Crouse Hinds panel rejection by realtor/insurance

All major insurance companies share a database of all claims ever made going back many decades. When we do fire investigations, we document many things. The people who make the rules at insurance companies sometimes base their decisions on fallacious (cum hoc, ergo propter hoc) logic. They fail to recognize that correlation does not equal causation.

Let’s say, for example, an unlicensed incompetent person is doing illegal electrical work and having the homeowners get the permits. If he did 100 jobs and used a Crouse-Hinds panel on every job and later there was an electrical fire at every house, the fact that the houses each had a Crouse-Hinds panel would be documented. That may be the only discernible thing common to all the houses because there was no record of who actually did the work.

Some kid with a degree in accounting at an insurance company may be asked analyze the 100 claims. He sees that they all had Crouse-Hinds panels and guess what? Crouse-Hinds panels make it on to their Bad Stuff list.

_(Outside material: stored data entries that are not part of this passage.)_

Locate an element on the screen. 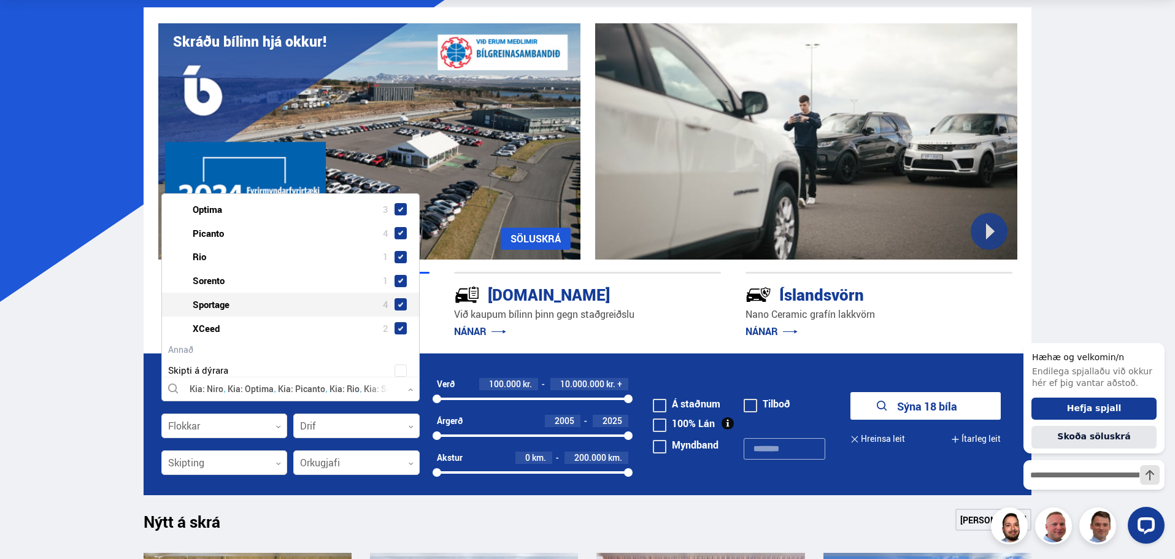 This screenshot has height=559, width=1175. h1: Skráðu bílinn hjá okkur! is located at coordinates (250, 41). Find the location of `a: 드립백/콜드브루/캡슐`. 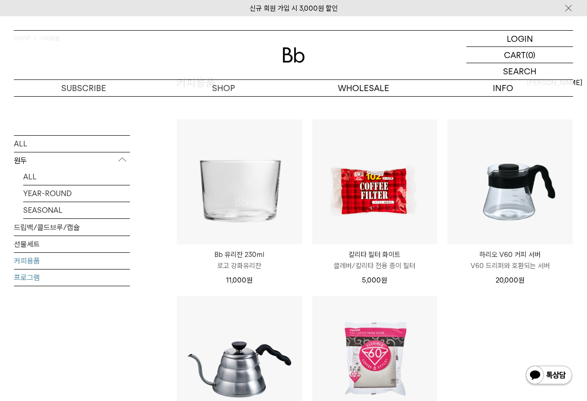

a: 드립백/콜드브루/캡슐 is located at coordinates (72, 227). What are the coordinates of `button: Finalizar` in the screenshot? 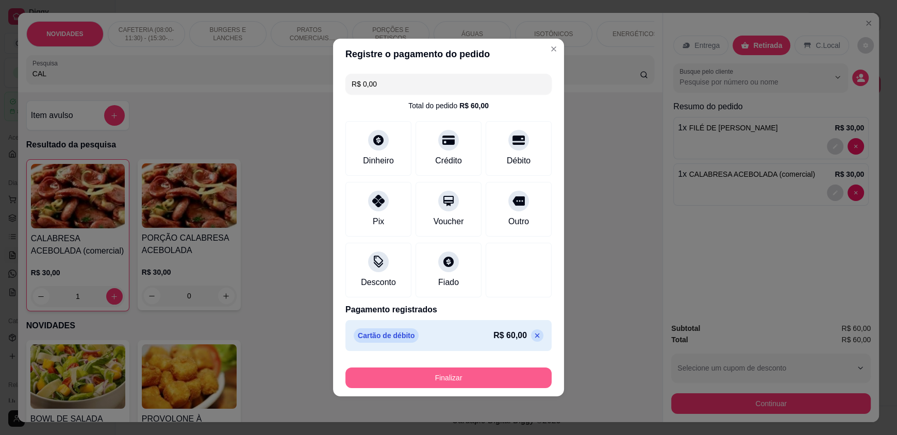 It's located at (449, 378).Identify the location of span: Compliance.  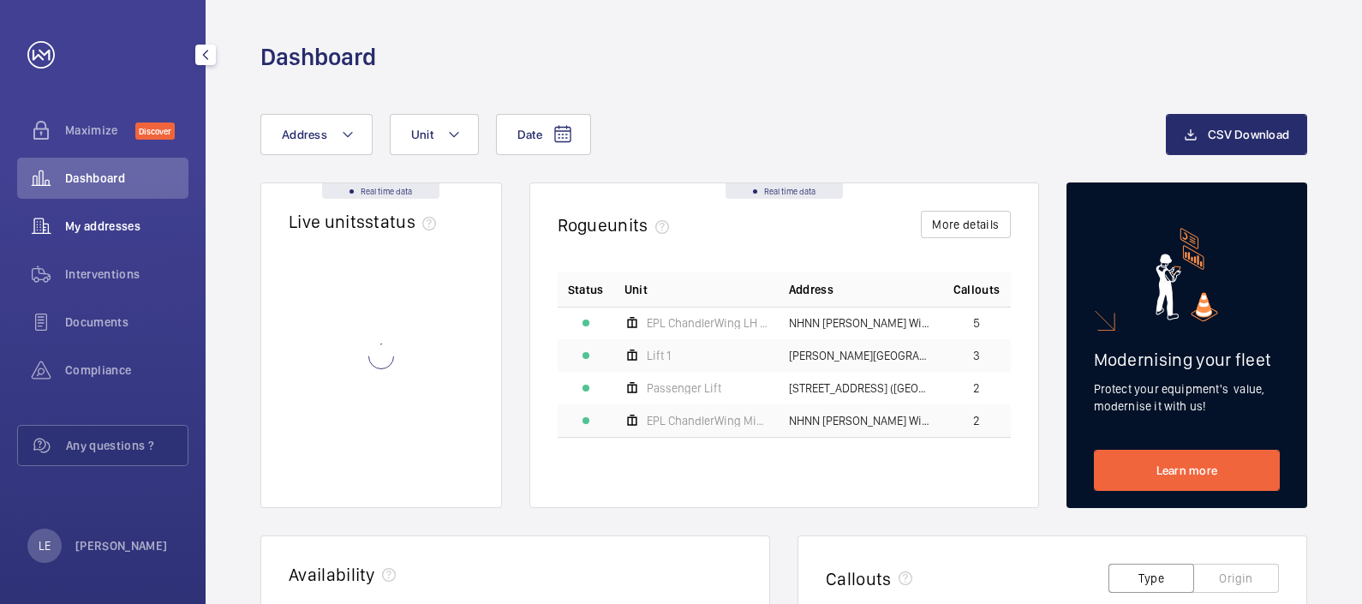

Another in sitting in an office at another insurance company may look at 100 similar claims and recognize that there is no evidence pointing to the Crouse-Hinds panels as being the cause. Maybe he will conclude that because in every case the homeowner applied for the permit, that they shouldn’t insure homes where the homeowner presumably did the work.

In an effort to prevent making those bad decisions, insurance companies will randomly do in depth investigations where they wouldn’t normally do an investigation. I’ve done a few investigations where the loss was substantially less than the cost of the investigation but the insurance companies commissioned the investigations for statistical reasons.

From what I’ve heard from the field agents, the kids behind the computer doing the analyzing don’t often, if ever, communicate directly with the people in charge of the actual investigations.
Sometimes they get it right and sometimes they don’t.